On 22 August, the Australian Senate passed the Cybercrime Legislation Amendment Bill 2011 which is aimed at strengthening Australia’s cybersecurity laws. The Bill sets the legislative framework to enable Australia to join 34 other nations and ascend into the Council of Europe Convention on Cybercrime, the only binding international treaty on cybercrime.

Attorney-General Nicola Roxon says the Bill will “help combat criminal offences relating to forgery, fraud, child pornography and the infringement of copyright and intellectual property”.

The Bill amends the Telecommunications (Interception and Access) Act, the Mutual Assistance in Criminal Matters Act, the Criminal Code Act, and the Telecommunications Act.

The main changes include:

  • Preservation – allows law enforcement agencies to compel telcos and ISPs to retain data records of people suspected of cyber-based crimes, including fraud and child pornography. Data records include web-browsing history, social media activity, emails, and SMS messages. The law enforcement agencies will be prevented from seeing the information until they have secured a warrant.
  • Mutual assistance – provides foreign countries access to Australian preserved computer data in the investigation of cybercrime and crimes committed using the internet pursuant to a stored communication warrant and vice versa.
  • Cybercrime offences expands the scope of existing Commonwealth computer offences and creates confidentiality requirements in relation to authorisations to disclose telecommunications data.

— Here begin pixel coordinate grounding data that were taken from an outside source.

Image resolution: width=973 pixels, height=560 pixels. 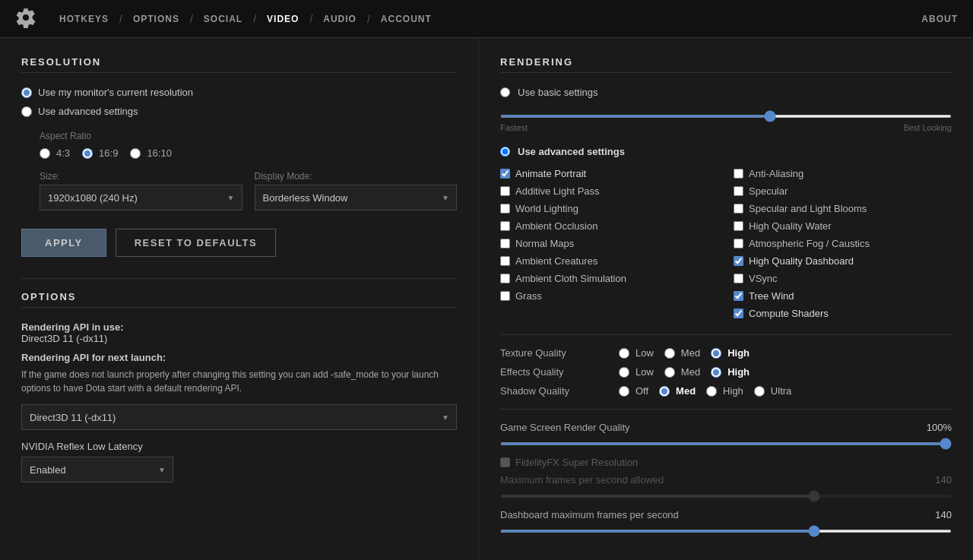 What do you see at coordinates (556, 226) in the screenshot?
I see `checkbox-label-ambient_occlusion: Ambient Occlusion` at bounding box center [556, 226].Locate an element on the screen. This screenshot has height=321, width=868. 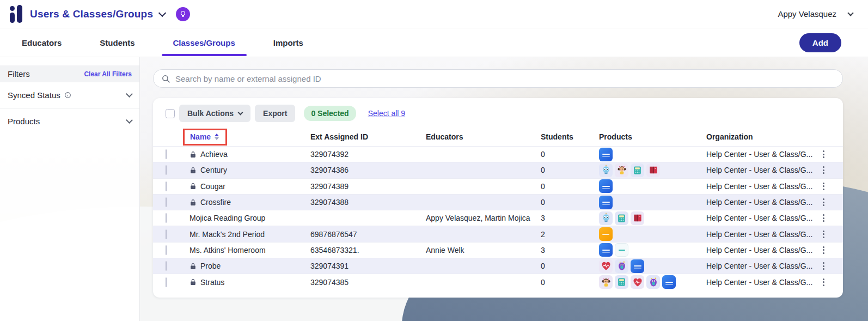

Australian Greens Senator Scott Ludlam has raised concerns about stored data being given to foreign countries for use in criminal cases involving the death penalty.

In the amended Bill, the Senate addressed 12 of the 13 recommendations by the Joint Select Committee on Cyber-Safety. The only recommendation that was not considered related to the removal of the exemption of small internet service providers from the Privacy Act. This will likely be addressed as part of the government’s second stage response to the Australian Law Reform Commission’s 2008 report on privacy.

The amended Bill will go back to the lower house for approval.